Starting point is 00:16:59 And finally today, since I mentioned the movie Glenn Gary Glenn Ross this week, earlier this month, in honor of the film's 30th anniversary, Vanity Fair had an oral history about how that coffee is for closers scene got made. If you know this movie at all, you know it for from the scene. Again, this is an oral history, so first, this is the director James Foley, quote, In terms of rehearsal with Alec Baldwin, I had one day with him. He had the whole scene memorized. I said, why don't we just read this and see what happens? And he got up in this room with me as the audience and he did the scene. And I'm not exaggerating. I was never more positive in my life. I said, stop. It's over. Rehearsal over. See you on set. Because what he did was exactly what he did
Starting point is 00:17:44 in the movie. There was nothing to say because that came out of him organically. Then this is Alec Baldwin. Being so verbally and psychologically abusive to these guys was not something I was looking forward to. My recollection is that James said to me, this is like Patton. He's referring to the movie Patton. He slaps the soldier in the tent. You call yourself a soldier. In my mind, it was you call yourself a salesman. I'm Patton in the medical tent and I need them to get out there and die on that hill. So I'm here to slap not one, but all of them. When you are doing a scene, you have to say to yourself, why is this person doing this? Does it make sense?
Starting point is 00:18:19 What authorizes this person?

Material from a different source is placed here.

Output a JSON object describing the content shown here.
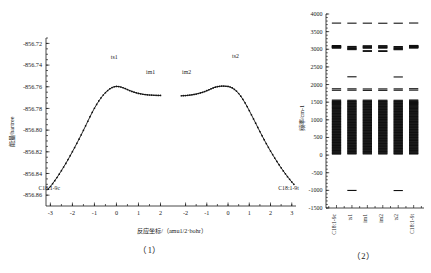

End quote. And then finally, this is fully again. Quote, when Alex is far away and Jack is pouring the coffee and Jack, they're referring to Jack Lemon, who is the real star of this movie, in my opinion. And Jack has his back to him, and Alex says, put that coffee down. We didn't plan it out that Jack would have his back to Alec. He was just pouring coffee, and Jack didn't turn around immediately.

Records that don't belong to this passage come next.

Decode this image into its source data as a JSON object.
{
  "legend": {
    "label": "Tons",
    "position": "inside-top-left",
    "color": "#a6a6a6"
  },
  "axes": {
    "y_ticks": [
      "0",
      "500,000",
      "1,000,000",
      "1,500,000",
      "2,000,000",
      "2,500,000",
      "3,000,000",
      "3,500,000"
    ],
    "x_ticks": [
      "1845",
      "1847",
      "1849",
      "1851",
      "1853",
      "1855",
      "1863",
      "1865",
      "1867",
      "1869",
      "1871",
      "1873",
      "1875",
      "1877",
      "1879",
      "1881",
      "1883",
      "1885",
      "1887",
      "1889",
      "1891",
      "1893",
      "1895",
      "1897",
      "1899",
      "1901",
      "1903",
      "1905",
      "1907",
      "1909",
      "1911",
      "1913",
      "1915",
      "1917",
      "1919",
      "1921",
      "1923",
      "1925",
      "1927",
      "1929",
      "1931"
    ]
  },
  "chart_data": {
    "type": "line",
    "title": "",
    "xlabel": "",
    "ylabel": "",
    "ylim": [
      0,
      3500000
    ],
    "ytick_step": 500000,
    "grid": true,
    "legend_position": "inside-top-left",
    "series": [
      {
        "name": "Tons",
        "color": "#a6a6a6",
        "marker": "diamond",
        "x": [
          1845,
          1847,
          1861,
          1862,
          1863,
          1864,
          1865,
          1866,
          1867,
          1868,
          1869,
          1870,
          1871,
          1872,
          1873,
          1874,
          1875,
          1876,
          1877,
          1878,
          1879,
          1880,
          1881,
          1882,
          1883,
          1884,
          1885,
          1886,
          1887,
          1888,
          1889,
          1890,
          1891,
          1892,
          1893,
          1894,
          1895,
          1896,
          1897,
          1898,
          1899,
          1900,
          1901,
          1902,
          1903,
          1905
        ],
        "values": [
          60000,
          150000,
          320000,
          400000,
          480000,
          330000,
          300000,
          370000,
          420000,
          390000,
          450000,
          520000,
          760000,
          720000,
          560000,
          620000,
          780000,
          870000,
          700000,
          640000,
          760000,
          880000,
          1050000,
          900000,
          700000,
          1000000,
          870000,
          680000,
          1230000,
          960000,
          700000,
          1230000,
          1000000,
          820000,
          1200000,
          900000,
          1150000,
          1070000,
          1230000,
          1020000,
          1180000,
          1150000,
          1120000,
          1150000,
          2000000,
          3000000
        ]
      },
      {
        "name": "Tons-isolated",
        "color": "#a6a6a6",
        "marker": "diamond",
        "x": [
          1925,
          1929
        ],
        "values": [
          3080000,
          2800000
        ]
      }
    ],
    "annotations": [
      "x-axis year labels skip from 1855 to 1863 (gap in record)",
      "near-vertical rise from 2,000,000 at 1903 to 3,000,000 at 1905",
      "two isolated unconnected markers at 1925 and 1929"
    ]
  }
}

Starting point is 00:18:43 his back responds first. You can see that when he turns around. He's already been hit. The fact that they were as far from each other as they can be did not come out of some master plan. I'm not an actor. I don't as a director sit down and decide how the actors act on what line when they turn around. That has to be discovered, end quote. Once again, no bonus episode this week, though Chris and I are planning to do a Twitter space next week, so we'll have something for you soon. I promise. Good weekend, everyone. My weekend project this weekend is, I recently signed up for an Apple One subscription account, like I told you, since my kids love Apple Arcade and Apple TV Plus and then, you know, backing up their iPads. I thought, you know, why not? Let's get a Family ICloud storage
Starting point is 00:19:37 plan. Now, my wife has all this time been paying $9.99 a month for her personal ICloud storage. So the project this weekend is, can we shift her over to the Family ICloud account without losing all of her stuff. It's unclear. And if anyone at Apple is listening, it's just really not that clear. Believe me, I've been Googling around. Like, if you upgrade one ICloud account to an Apple One account, it's easy. If it's yours, it's straightforward. But how do we move hers over? The steps are kind of opaque. So wish us luck. Talk to you on Monday.